UFC President Dana White doesn’t consider the rivalry between Dustin Poirier and Conor McGregor to be over after UFC 264. But how and when a fourth fight materializes is up in the air.
Initially, White indicated McGregor would get another shot at Poirier after the former interim champ fought for the undisputed belt now held by Charles Oliveira. But then he walked back any definitive plan for the immediate future of the lightweight division.
With Poirier and Oliveira set to meet in the near future and McGregor’s recovery timeline uncertain due to a broken leg, there are too many variables in play.
“It sucks,” White said at the post-UFC 264 press conference. “It’s brutal. It’s not the way you want to see fights end. Dustin Poirier will fight for the title, and when Conor is healed and ready to go, you do the rematch, I guess. I don’t know.”
UFC fighters have suffered bone fractures in three of the past four pay-per-view events; at UFC 261, ex-middleweight champ Chris Weidman suffered a broken leg when his opponent Uriah Hall checked a low kick. At 262, Ronaldo “Jacare” Souza had his arm broken by an armbar.
McGregor’s injury occured near the end of the round after he and Poirier got back to their feet and both threw punches. Poirier said he caused the injury when he checked an early kick from McGregor and the bone later gave way.
White said the former two-division champion will go into surgery on Sunday morning to repair his leg. Weidman is still recovering from his injury and said he could be sidelined from training for up to one year, so it seems likely McGregor is in for an extended layoff.
That said, White didn’t see Poirier’s first-round win via doctor’s stoppage as definitive.
“The fight didn’t get finished,” he said. “You can’t have a fight finish that way, so we’ll see how this whole thing plays out. Who knows how long Conor is out, so Poirier will do his thing until Conor’s ready.”
Even the general trajectory of the fight didn’t convince White that the result would have been the same without the injury. Poirier had McGregor trapped against the fence and was raining down heavy elbows near the end of the first round, but the UFC exec said the Irish star wasn’t out of the fight.
“He got back up on his feet and started throwing punches,” White said. “His ankle snapped from throwing punches. He was fighting back. It wasn’t like he was up against the cage and defenseless and was unloading on him.”
Poirier scoffed at the idea of an immediate rematch with McGregor if he was successful against Oliveira; the former two-division champion’s record – one win was enough to disqualify him from a shot at the title. He also acknowledged that any big McGregor win would probably set up a title shot.
For White, Saturday’s ending was as much about the perception of what happened in the octagon as the actual outcome.
“The storyline is, oh, Conor broke his ankle instead of Dustin looked good,” he said.
When the circumstances are right, the UFC exec will try to bring a more emphatic ending to the lightweight rivalry.
“The rematch is there,” he said. “You’ve got the rematch with him like you’ve got the rematch with [Nate] Diaz. It’s always going to be there. I don’t know what the landscape’s going to look like when he’s ready, so to say definitively, I can’t, right here, right now. But you always have that rematch.”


**Exercise requirements**
Lines from the entries below that hold "crustaceans" form the answer; copy all of them.

Stored items:
═══

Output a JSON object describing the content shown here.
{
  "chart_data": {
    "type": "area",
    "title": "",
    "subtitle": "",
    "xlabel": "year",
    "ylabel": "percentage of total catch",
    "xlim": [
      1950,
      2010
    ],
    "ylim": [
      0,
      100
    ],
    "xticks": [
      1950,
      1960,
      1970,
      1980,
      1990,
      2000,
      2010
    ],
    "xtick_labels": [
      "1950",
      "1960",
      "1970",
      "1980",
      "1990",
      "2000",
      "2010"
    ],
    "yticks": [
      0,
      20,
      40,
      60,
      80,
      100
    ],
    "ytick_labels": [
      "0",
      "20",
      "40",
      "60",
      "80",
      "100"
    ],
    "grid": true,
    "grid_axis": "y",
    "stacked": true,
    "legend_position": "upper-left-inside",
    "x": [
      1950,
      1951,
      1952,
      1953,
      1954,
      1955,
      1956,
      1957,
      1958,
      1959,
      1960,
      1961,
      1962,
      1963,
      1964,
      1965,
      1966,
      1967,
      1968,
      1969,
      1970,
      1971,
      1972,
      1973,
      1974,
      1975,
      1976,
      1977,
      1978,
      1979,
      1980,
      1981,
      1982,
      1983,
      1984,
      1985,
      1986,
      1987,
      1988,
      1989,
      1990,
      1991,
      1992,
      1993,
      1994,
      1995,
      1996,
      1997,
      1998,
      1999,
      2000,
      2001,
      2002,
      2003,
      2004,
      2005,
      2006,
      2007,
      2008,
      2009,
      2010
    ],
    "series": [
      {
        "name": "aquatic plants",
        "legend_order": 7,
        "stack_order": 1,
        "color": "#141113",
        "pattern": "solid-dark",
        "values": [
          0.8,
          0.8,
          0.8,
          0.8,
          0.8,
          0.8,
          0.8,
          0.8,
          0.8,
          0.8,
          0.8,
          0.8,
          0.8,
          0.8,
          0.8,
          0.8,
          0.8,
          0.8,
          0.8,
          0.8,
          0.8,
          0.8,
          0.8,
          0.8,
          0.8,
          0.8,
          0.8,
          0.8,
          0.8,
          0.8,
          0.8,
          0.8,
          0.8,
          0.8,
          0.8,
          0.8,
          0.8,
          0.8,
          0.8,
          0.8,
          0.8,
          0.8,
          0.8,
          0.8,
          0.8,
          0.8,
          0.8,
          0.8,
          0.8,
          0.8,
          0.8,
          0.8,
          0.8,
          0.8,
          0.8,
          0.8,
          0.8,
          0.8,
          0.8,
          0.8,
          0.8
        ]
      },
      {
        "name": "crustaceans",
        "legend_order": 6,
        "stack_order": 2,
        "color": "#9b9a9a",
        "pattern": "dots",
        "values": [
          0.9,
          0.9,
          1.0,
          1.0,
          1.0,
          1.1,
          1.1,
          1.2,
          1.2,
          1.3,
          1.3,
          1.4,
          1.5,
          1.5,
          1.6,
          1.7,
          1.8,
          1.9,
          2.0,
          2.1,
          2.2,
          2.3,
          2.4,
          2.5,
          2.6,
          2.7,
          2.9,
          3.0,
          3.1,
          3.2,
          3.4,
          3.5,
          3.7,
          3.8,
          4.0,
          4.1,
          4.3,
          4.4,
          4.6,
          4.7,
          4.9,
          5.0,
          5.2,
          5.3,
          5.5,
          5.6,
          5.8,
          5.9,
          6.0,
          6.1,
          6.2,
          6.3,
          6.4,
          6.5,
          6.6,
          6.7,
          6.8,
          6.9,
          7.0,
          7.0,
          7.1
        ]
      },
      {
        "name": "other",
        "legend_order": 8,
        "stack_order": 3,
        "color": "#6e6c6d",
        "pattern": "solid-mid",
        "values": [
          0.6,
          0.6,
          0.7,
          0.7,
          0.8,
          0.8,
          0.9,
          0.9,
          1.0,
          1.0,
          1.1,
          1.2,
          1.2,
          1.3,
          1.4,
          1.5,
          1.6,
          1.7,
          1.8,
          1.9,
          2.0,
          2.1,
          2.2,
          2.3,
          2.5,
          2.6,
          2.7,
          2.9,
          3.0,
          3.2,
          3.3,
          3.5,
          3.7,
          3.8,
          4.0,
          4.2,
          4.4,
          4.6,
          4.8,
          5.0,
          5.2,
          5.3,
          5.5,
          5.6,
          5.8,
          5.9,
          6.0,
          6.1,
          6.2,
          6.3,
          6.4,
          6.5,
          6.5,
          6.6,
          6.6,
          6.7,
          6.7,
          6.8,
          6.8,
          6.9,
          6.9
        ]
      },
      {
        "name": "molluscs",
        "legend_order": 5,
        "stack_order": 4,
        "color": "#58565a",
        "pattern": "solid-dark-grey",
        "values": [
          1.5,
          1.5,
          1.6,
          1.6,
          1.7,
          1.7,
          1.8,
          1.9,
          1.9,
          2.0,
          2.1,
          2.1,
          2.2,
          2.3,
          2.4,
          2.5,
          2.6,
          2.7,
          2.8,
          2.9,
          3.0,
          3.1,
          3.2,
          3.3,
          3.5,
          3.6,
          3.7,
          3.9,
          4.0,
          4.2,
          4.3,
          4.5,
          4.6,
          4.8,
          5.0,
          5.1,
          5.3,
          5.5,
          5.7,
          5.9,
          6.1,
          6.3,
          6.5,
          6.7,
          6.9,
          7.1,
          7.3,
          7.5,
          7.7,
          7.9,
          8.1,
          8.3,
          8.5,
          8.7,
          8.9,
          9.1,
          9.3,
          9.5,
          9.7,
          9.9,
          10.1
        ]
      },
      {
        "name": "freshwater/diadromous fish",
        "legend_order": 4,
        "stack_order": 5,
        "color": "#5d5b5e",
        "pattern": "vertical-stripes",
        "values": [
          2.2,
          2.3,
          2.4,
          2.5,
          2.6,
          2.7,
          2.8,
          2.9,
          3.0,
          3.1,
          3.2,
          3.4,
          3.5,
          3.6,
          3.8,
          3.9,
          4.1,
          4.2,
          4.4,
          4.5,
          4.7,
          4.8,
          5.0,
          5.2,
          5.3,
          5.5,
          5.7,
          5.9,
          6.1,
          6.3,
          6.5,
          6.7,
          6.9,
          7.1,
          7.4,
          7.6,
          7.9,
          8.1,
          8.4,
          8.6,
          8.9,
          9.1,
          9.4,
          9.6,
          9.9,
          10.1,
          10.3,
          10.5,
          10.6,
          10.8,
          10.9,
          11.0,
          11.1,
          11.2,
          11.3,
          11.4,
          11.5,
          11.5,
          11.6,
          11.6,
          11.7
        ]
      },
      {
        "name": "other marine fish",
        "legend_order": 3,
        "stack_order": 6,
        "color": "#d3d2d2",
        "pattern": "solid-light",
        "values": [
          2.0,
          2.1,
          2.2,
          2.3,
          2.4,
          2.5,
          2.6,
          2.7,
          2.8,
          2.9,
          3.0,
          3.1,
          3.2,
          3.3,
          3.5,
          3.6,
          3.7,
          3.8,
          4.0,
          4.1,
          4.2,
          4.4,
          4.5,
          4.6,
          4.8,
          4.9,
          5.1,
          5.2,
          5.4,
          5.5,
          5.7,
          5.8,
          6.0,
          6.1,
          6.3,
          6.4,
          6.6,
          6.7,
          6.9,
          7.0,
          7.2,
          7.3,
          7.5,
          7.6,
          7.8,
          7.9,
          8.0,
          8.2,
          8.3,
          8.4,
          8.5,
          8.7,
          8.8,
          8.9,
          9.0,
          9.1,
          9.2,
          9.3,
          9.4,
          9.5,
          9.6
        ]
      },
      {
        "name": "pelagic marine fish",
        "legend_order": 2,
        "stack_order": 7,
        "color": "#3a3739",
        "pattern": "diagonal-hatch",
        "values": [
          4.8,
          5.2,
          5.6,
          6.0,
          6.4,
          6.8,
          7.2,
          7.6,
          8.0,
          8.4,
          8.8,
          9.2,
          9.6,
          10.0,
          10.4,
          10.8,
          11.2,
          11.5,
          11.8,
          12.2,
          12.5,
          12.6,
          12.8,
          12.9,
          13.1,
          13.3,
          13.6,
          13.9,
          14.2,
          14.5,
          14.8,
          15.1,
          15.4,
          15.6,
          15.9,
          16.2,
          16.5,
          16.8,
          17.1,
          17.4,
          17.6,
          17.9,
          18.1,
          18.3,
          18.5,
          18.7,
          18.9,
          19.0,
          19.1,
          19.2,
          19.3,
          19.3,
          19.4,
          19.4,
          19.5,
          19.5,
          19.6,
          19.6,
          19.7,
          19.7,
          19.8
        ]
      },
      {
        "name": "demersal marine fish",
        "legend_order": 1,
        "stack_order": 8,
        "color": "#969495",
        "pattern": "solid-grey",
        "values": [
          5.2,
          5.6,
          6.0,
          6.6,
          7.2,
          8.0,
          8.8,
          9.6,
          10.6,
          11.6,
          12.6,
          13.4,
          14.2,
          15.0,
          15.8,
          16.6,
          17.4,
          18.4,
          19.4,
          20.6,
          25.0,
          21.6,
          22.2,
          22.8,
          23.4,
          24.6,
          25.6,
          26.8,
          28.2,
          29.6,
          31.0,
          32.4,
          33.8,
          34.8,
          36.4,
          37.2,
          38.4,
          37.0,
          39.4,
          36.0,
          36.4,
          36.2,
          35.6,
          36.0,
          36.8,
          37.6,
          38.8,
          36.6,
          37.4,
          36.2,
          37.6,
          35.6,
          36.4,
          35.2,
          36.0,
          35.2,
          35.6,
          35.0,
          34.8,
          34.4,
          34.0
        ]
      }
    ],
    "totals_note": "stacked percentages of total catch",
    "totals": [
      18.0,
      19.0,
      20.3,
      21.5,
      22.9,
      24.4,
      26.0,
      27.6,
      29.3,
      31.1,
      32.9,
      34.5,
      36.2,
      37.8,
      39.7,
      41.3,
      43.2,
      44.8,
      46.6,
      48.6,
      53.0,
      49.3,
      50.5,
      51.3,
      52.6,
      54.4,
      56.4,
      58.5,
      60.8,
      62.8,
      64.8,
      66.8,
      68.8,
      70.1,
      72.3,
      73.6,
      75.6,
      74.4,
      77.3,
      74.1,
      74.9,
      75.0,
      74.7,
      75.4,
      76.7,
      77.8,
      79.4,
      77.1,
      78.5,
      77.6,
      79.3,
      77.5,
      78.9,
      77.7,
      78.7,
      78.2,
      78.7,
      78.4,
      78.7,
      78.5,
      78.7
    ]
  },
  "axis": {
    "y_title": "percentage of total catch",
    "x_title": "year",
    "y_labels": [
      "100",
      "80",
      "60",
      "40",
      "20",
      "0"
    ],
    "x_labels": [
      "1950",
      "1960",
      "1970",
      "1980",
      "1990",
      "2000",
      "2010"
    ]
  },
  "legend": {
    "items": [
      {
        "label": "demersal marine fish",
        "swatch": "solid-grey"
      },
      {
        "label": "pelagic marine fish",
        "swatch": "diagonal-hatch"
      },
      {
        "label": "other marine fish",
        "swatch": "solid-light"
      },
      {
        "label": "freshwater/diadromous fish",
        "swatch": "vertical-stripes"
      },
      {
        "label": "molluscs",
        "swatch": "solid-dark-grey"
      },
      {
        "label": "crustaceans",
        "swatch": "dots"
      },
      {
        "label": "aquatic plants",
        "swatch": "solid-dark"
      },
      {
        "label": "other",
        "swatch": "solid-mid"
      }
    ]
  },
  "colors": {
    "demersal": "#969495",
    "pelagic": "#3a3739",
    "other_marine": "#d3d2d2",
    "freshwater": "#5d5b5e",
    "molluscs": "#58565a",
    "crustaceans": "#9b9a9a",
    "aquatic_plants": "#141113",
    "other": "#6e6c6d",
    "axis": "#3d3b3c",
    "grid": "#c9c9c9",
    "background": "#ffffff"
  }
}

═══

**Written response**
        "name": "crustaceans",
        "label": "crustaceans",
    "crustaceans": "#9b9a9a",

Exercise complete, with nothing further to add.